Simple, readable and reasonably fast BigDecimal usage in Java
Gradle:
implementation 'net.donhofer:big-decimal-expression:1.0.0'
Maven:
<dependency>
<groupId>net.donhofer</groupId>
<artifactId>big-decimal-expression</artifactId>
<version>1.0.0</version>
</dependency>
Allows you to write your BigDecimal code like this
BigDecimal a = new BigDecimal("17000000000");
BigDecimal b = new BigDecimal("1000000");
BigDecimal c = new BigDecimal("18");
BigDecimal d = new BigDecimal("5");
BigDecimal e = new BigDecimal("13");
BigDecimal f = new BigDecimal("1");
BigDecimal g = new BigDecimal("10");
BigDecimal h = new BigDecimal("2");
Map<String, BigDecimal> params = Map.of(
"a", a, "b", b, "c", c, "d", d,
"e", e, "f", f, "g", g, "h", h
);
BigDecimal result = new BigDecimalExpression(scale, roundingMode)
.parse("(a/b+f)*g+(c-g/d-e)/h", params)
.eval();
... instead of this
BigDecimal result = new BigDecimal("17000000000")
.divide(new BigDecimal("1000000"), scale, roundingMode)
.add(new BigDecimal("1"))
.multiply(new BigDecimal("10"))
.add(
new BigDecimal("18")
.subtract(
new BigDecimal("10")
.divide(new BigDecimal("5"), scale, roundingMode)
)
.subtract(new BigDecimal("13"))
.divide(new BigDecimal("2"), scale, roundingMode)
);
// create reusable expression parser
BigDecimalExpression bde = new BigDecimalExpression(scale, roundingMode);
// call using a map
BigDecimal result = bde.parse(
"(a^2 + b^2) / c^2",
Map.of("a", new BigDecimal("3"), "b", new BigDecimal("2"),"c", new BigDecimal("4.5")
)).eval();
// call using map entries
BigDecimal result = bde.parse(
"(a^2 + b^2) / c^2",
Map.entry("a", new BigDecimal("3")),
Map.entry("b", new BigDecimal("2")),
Map.entry("c", new BigDecimal("4.5"))
).eval();
// call using raw values
BigDecimal result = bde.parse("(3^2 + 2^2) / 4.5^2").eval();
BigDecimalExpression, like BigDecimal, throws only unchecked exceptions. In situations that allow you to recover from errors, you can use the following mechanisms.
// use the state-testing method
BigDecimalExpression bde = new BigDecimalExpression(scale, roundingMode).parse(expression, params);
if(!bde.isValid()){
// ...
}
// there are also more fine-grained checks
if(bde.containsIllegalChar(exp)) ...
if(!bde.validateParentheses(exp)) ...
etc.; See the test cases or the class itself for more possibilities.
// catch possible exceptions
try {
result = bde.eval();
} catch (BigDecimalExpressionException bde) {
// ...
}
- work as you would expect from any mathematical expression;
- terms/sub-expressions in parentheses are evaluated first, before outer operations are applied
- symbol: ^
- usage: a ^ b
- automatically uses the intValue of b, when b is a BigDecimal
- symbol: * or parentheses for implicit multiplication
- usage: a * b OR a (b) or (c+d)(e-f) ...
- symbol: /
- usage: a / b
- symbol: +
- usage: a + b
- symbol: -
- usage: a - b
Expressions follow the usual mathematical rules(e.g. left-to-right evaluation). Allowed symbols are:
- variables (following the java rules for valid names): "[a-zA-Z_$][a-zA-Z_$0-9]*"
- operators, numbers, decimal point(.) and spaces: "[^a-zA-Z0-9.\\-+*/^_ ()]"
- formatting underscores are currently not supported (e.g. "a * 2_500_000")
Currently, the test suite validates the runtime of BDE expressions to be no more than 2.5 times that of native BigDecimal. Usually, they are a lot closer, i.e. BDE is only 1.6 times the native implementation's duration, which is quite a bit faster than other, even commercial, expression parsers.
Still, improving the speed of BigDecimalExpressionression is one of the main goals for future versions.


Which of the lines below holds the string "disclosed"? Copy every line that does.

[Records supplied — start]

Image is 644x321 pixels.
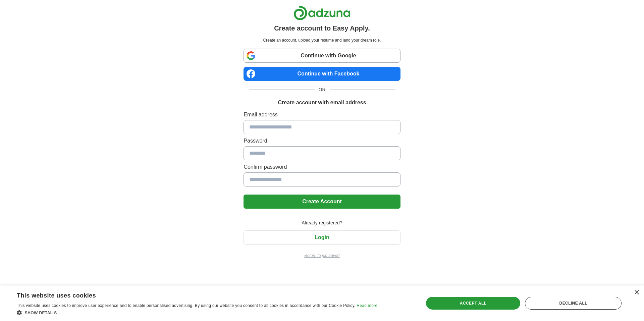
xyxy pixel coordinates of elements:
[244,49,400,63] a: Continue with Google
[426,297,521,309] div: Accept all
[244,137,400,145] label: Password
[244,111,400,119] label: Email address
[245,37,399,43] p: Create an account, upload your resume and land your dream role.
[244,235,400,240] a: Login
[525,297,622,309] div: Decline all
[634,290,639,295] div: Close
[17,303,355,308] span: This website uses cookies to improve user experience and to enable personalised advertising. By u...
[356,303,377,308] a: Read more, opens a new window
[244,231,400,245] button: Login
[17,290,361,300] div: This website uses cookies
[17,309,377,316] div: Show details
[274,23,370,33] h1: Create account to Easy Apply.
[244,67,400,81] a: Continue with Facebook
[294,5,351,20] img: Adzuna logo
[244,253,400,259] a: Return to job advert
[297,220,346,226] span: Already registered?
[25,311,57,315] span: Show details
[244,194,400,209] button: Create Account
[315,86,330,93] span: OR
[278,99,366,107] h1: Create account with email address
[244,163,400,171] label: Confirm password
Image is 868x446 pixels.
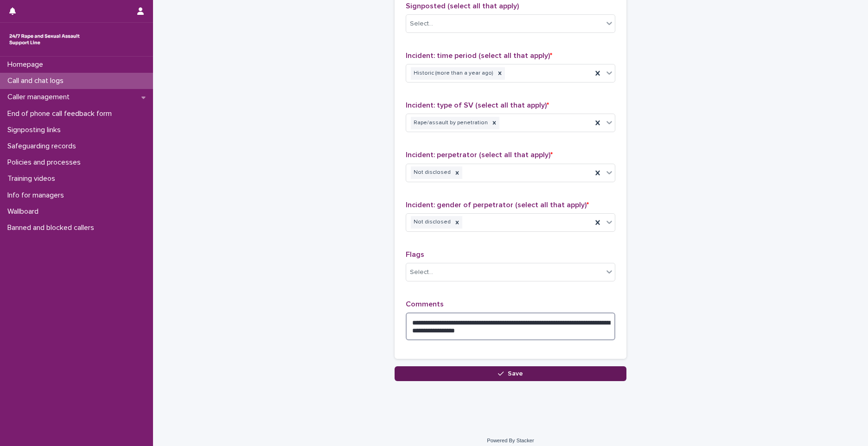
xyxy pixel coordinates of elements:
[4,76,71,85] p: Call and chat logs
[411,117,489,129] div: Rape/assault by penetration
[411,216,452,229] div: Not disclosed
[406,301,444,307] span: Comments
[4,109,119,118] p: End of phone call feedback form
[410,19,433,28] div: Select...
[411,166,452,179] div: Not disclosed
[406,250,425,258] span: Flags
[4,126,68,134] p: Signposting links
[395,366,626,381] button: Save
[4,158,88,167] p: Policies and processes
[406,2,519,10] span: Signposted (select all that apply)
[410,268,433,277] div: Select...
[406,52,552,59] span: Incident: time period (select all that apply)
[411,67,495,79] div: Historic (more than a year ago)
[4,60,50,69] p: Homepage
[406,201,589,208] span: Incident: gender of perpetrator (select all that apply)
[487,438,533,443] a: Powered By Stacker
[4,93,77,101] p: Caller management
[4,142,83,151] p: Safeguarding records
[4,191,71,199] p: Info for managers
[8,30,82,49] img: rhQMoQhaT3yELyF149Cw
[4,207,46,216] p: Wallboard
[406,151,553,158] span: Incident: perpetrator (select all that apply)
[406,101,549,109] span: Incident: type of SV (select all that apply)
[508,370,523,377] span: Save
[4,174,62,183] p: Training videos
[4,223,101,232] p: Banned and blocked callers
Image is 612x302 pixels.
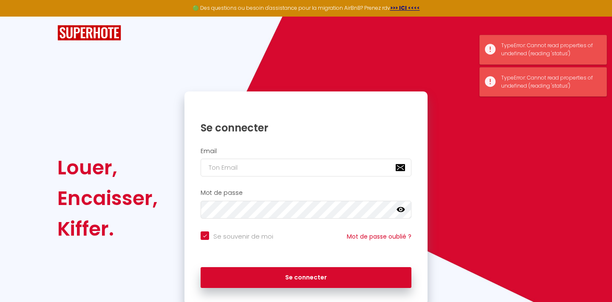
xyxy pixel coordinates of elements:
input: Ton Email [201,158,411,176]
div: Louer, [57,152,158,183]
button: Se connecter [201,267,411,288]
img: SuperHote logo [57,25,121,41]
h1: Se connecter [201,121,411,134]
a: Mot de passe oublié ? [347,232,411,240]
h2: Mot de passe [201,189,411,196]
div: Encaisser, [57,183,158,213]
a: >>> ICI <<<< [390,4,420,11]
div: Kiffer. [57,213,158,244]
h2: Email [201,147,411,155]
div: TypeError: Cannot read properties of undefined (reading 'status') [501,42,598,58]
div: TypeError: Cannot read properties of undefined (reading 'status') [501,74,598,90]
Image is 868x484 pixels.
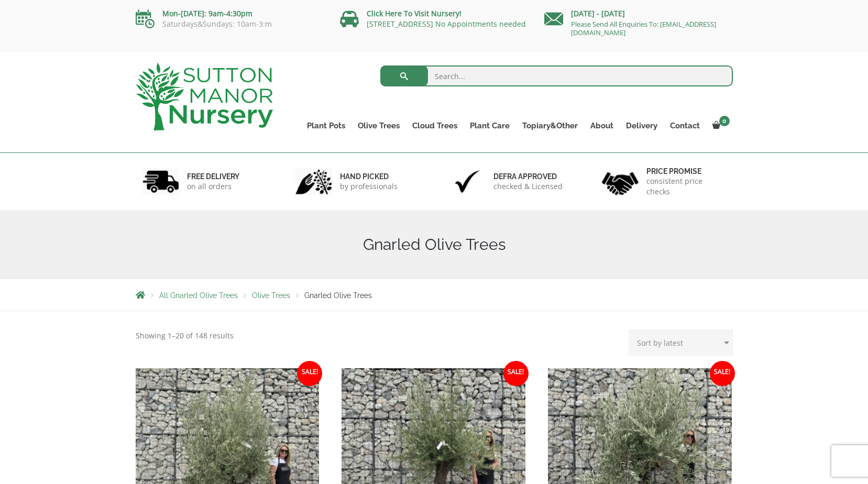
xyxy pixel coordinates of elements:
[664,118,706,133] a: Contact
[252,292,290,300] a: Olive Trees
[142,168,179,195] img: 1.jpg
[584,118,620,133] a: About
[602,166,639,197] img: 4.jpg
[187,182,239,192] p: on all orders
[381,66,733,87] input: Search...
[301,118,352,133] a: Plant Pots
[710,361,735,387] span: Sale!
[136,62,273,131] img: logo
[136,330,234,342] p: Showing 1–20 of 148 results
[136,291,733,299] nav: Breadcrumbs
[493,182,563,192] p: checked & Licensed
[297,361,322,387] span: Sale!
[296,168,332,195] img: 2.jpg
[352,118,406,133] a: Olive Trees
[449,168,486,195] img: 3.jpg
[503,361,529,387] span: Sale!
[340,182,397,192] p: by professionals
[340,172,397,182] h6: hand picked
[187,172,239,182] h6: FREE DELIVERY
[304,292,372,300] span: Gnarled Olive Trees
[629,330,733,356] select: Shop order
[516,118,584,133] a: Topiary&Other
[620,118,664,133] a: Delivery
[367,19,526,29] a: [STREET_ADDRESS] No Appointments needed
[646,176,726,197] p: consistent price checks
[406,118,464,133] a: Cloud Trees
[544,7,733,20] p: [DATE] - [DATE]
[159,292,238,300] a: All Gnarled Olive Trees
[136,235,733,254] h1: Gnarled Olive Trees
[136,20,324,28] p: Saturdays&Sundays: 10am-3:m
[136,7,324,20] p: Mon-[DATE]: 9am-4:30pm
[706,118,733,133] a: 0
[493,172,563,182] h6: Defra approved
[571,19,716,37] a: Please Send All Enquiries To: [EMAIL_ADDRESS][DOMAIN_NAME]
[646,167,726,176] h6: Price promise
[367,8,461,18] a: Click Here To Visit Nursery!
[720,116,730,127] span: 0
[464,118,516,133] a: Plant Care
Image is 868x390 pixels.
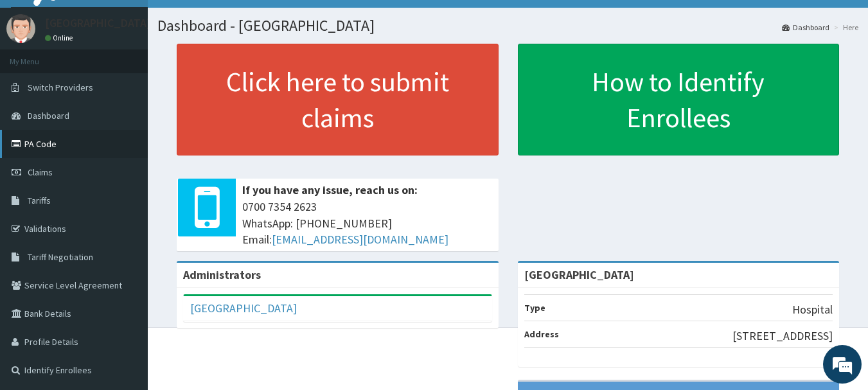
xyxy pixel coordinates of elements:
[45,34,76,42] a: Online
[524,302,545,313] b: Type
[177,44,498,155] a: Click here to submit claims
[27,195,51,206] span: Tariffs
[6,14,35,43] img: User Image
[792,301,833,318] p: Hospital
[27,110,69,122] span: Dashboard
[183,267,261,282] b: Administrators
[243,182,418,197] b: If you have any issue, reach us on:
[243,199,492,248] span: 0700 7354 2623 WhatsApp: [PHONE_NUMBER] Email:
[190,301,297,315] a: [GEOGRAPHIC_DATA]
[27,166,53,178] span: Claims
[27,251,93,263] span: Tariff Negotiation
[524,267,634,282] strong: [GEOGRAPHIC_DATA]
[782,22,830,33] a: Dashboard
[272,231,448,246] a: [EMAIL_ADDRESS][DOMAIN_NAME]
[518,44,840,155] a: How to Identify Enrollees
[27,82,93,93] span: Switch Providers
[158,17,858,34] h1: Dashboard - [GEOGRAPHIC_DATA]
[524,328,559,340] b: Address
[732,327,833,344] p: [STREET_ADDRESS]
[45,17,151,29] p: [GEOGRAPHIC_DATA]
[830,22,858,33] li: Here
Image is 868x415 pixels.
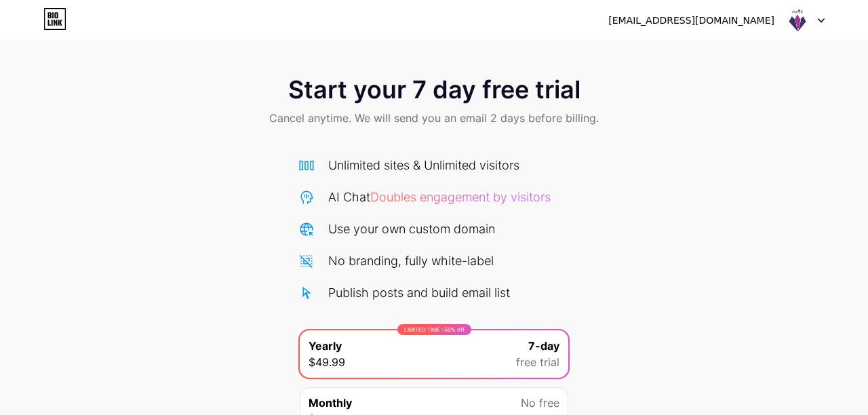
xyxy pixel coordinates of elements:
span: Cancel anytime. We will send you an email 2 days before billing. [269,110,599,126]
span: $49.99 [308,354,345,370]
span: Doubles engagement by visitors [370,190,550,204]
span: Monthly [308,394,352,410]
div: No branding, fully white-label [328,251,494,270]
div: LIMITED TIME : 50% off [397,324,471,334]
span: Start your 7 day free trial [288,76,580,103]
span: 7-day [528,337,560,354]
div: [EMAIL_ADDRESS][DOMAIN_NAME] [608,13,774,28]
span: Yearly [308,337,342,354]
span: No free [520,394,560,410]
div: Publish posts and build email list [328,283,510,302]
div: AI Chat [328,187,550,206]
img: Oame Corrientes [785,7,810,33]
div: Unlimited sites & Unlimited visitors [328,156,519,174]
div: Use your own custom domain [328,219,495,238]
span: free trial [516,354,560,370]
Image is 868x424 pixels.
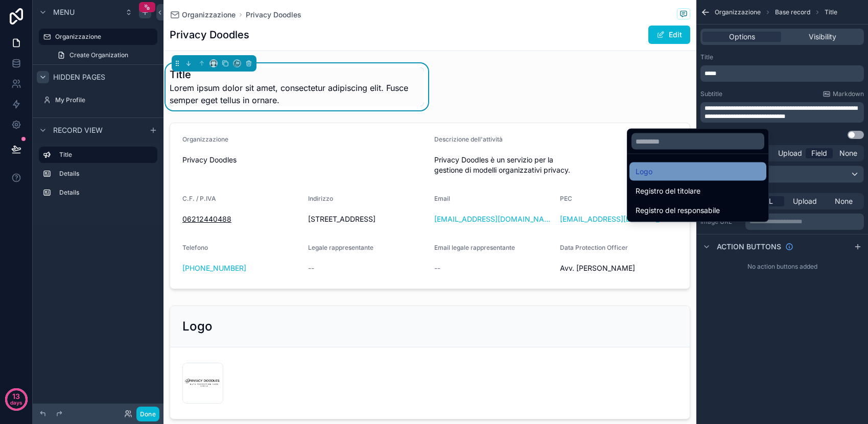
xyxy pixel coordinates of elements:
[169,67,424,82] h1: Title
[636,166,652,178] span: Logo
[169,82,424,106] span: Lorem ipsum dolor sit amet, consectetur adipiscing elit. Fusce semper eget tellus in ornare.
[246,10,302,20] a: Privacy Doodles
[169,10,236,20] a: Organizzazione
[169,27,249,42] h1: Privacy Doodles
[182,10,236,20] span: Organizzazione
[649,26,690,44] button: Edit
[636,185,701,197] span: Registro del titolare
[636,204,720,217] span: Registro del responsabile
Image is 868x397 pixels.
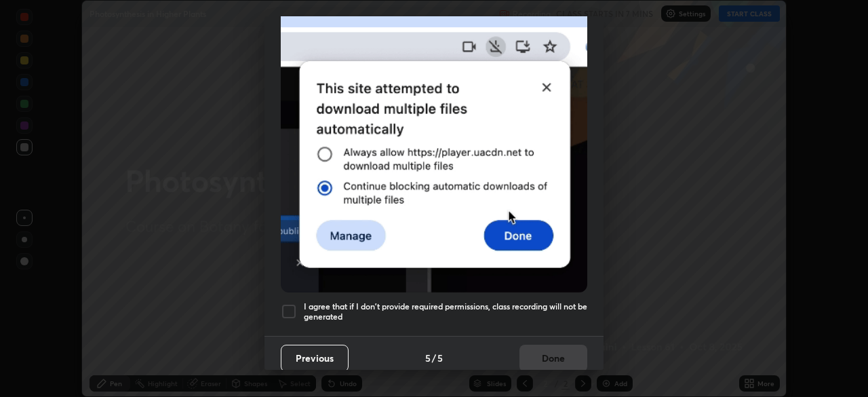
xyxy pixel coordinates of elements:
button: Previous [281,345,348,372]
h5: I agree that if I don't provide required permissions, class recording will not be generated [304,301,588,323]
h4: / [432,351,436,365]
h4: 5 [425,351,431,365]
h4: 5 [437,351,443,365]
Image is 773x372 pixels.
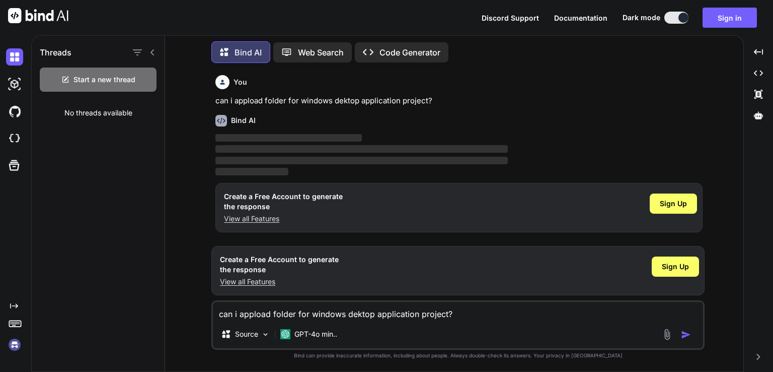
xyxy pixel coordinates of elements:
div: No threads available [32,100,165,126]
span: ‌ [216,145,508,153]
span: ‌ [216,134,362,141]
p: Code Generator [380,46,441,58]
p: Source [235,329,258,339]
p: View all Features [224,214,343,224]
p: Web Search [298,46,344,58]
img: Pick Models [261,330,270,338]
span: ‌ [216,168,289,175]
img: signin [6,336,23,353]
button: Sign in [703,8,757,28]
img: cloudideIcon [6,130,23,147]
button: Discord Support [482,13,539,23]
h1: Create a Free Account to generate the response [224,191,343,211]
img: githubDark [6,103,23,120]
img: darkChat [6,48,23,65]
img: Bind AI [8,8,68,23]
span: Start a new thread [74,75,135,85]
h1: Create a Free Account to generate the response [220,254,339,274]
p: Bind AI [235,46,262,58]
span: Dark mode [623,13,661,23]
h6: Bind AI [231,115,256,125]
img: GPT-4o mini [280,329,291,339]
span: Discord Support [482,14,539,22]
p: Bind can provide inaccurate information, including about people. Always double-check its answers.... [211,351,705,359]
img: icon [681,329,691,339]
h6: You [234,77,247,87]
p: GPT-4o min.. [295,329,337,339]
img: attachment [662,328,673,340]
span: Sign Up [662,261,689,271]
p: can i appload folder for windows dektop application project? [216,95,703,107]
span: Documentation [554,14,608,22]
span: ‌ [216,157,508,164]
span: Sign Up [660,198,687,208]
p: View all Features [220,276,339,287]
h1: Threads [40,46,72,58]
button: Documentation [554,13,608,23]
img: darkAi-studio [6,76,23,93]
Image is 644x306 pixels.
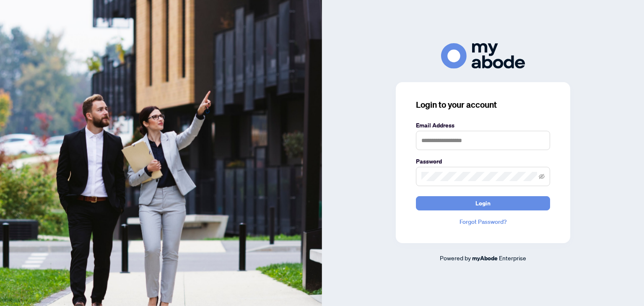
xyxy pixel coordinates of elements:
span: Enterprise [499,254,526,262]
h3: Login to your account [416,99,550,110]
label: Email Address [416,121,550,130]
label: Password [416,157,550,166]
span: Powered by [440,254,471,262]
a: Forgot Password? [416,217,550,226]
span: Login [475,196,491,210]
button: Login [416,196,550,211]
a: myAbode [472,254,498,263]
img: ma-logo [441,43,525,69]
span: eye-invisible [539,174,544,179]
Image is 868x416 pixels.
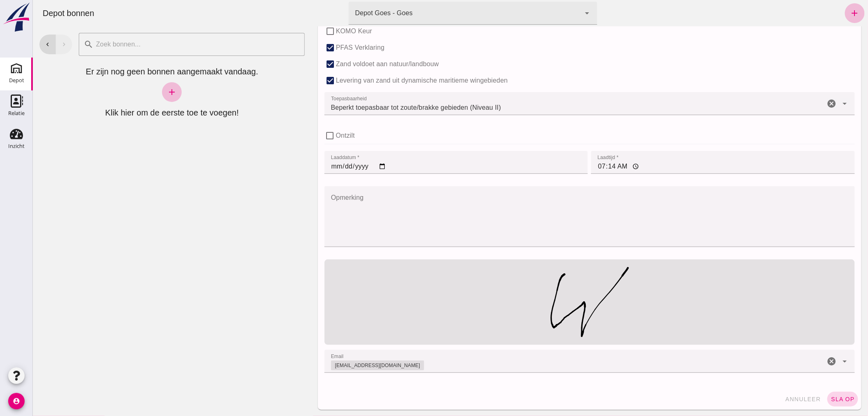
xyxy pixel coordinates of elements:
span: Beperkt toepasbaar tot zoute/brakke gebieden (Niveau II) [298,103,468,113]
i: Wis Toepasbaarheid [794,99,805,108]
label: Ontzilt [303,127,322,144]
span: annuleer [753,396,789,402]
label: Zand voldoet aan natuur/landbouw [303,56,406,72]
span: sla op [798,396,822,402]
div: [EMAIL_ADDRESS][DOMAIN_NAME] [303,361,387,369]
i: arrow_drop_down [550,8,560,19]
input: Zoek bonnen... [61,33,267,56]
div: Er zijn nog geen bonnen aangemaakt vandaag. Klik hier om de eerste toe te voegen! [6,66,272,118]
i: Wis email [794,356,805,366]
div: Inzicht [8,144,25,149]
i: search [51,40,61,49]
div: Depot Goes - Goes [322,8,380,19]
i: add [817,8,828,19]
div: Relatie [8,110,25,115]
div: Depot [9,78,25,83]
button: sla op [795,391,826,406]
label: PFAS Verklaring [303,40,352,56]
div: Depot bonnen [4,7,68,19]
i: arrow_drop_down [807,99,817,108]
i: add [134,87,144,97]
label: Levering van zand uit dynamische maritieme wingebieden [303,72,475,89]
i: Open [807,356,817,366]
label: KOMO Keur [303,23,339,40]
img: logo-small.a267ee39.svg [2,2,31,33]
i: chevron_left [11,41,18,48]
button: annuleer [749,391,792,406]
i: account_circle [8,393,25,409]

[Records supplied — finish]

**Answer space**.
[411,216,452,229] div: Not disclosed
[411,166,452,179] div: Not disclosed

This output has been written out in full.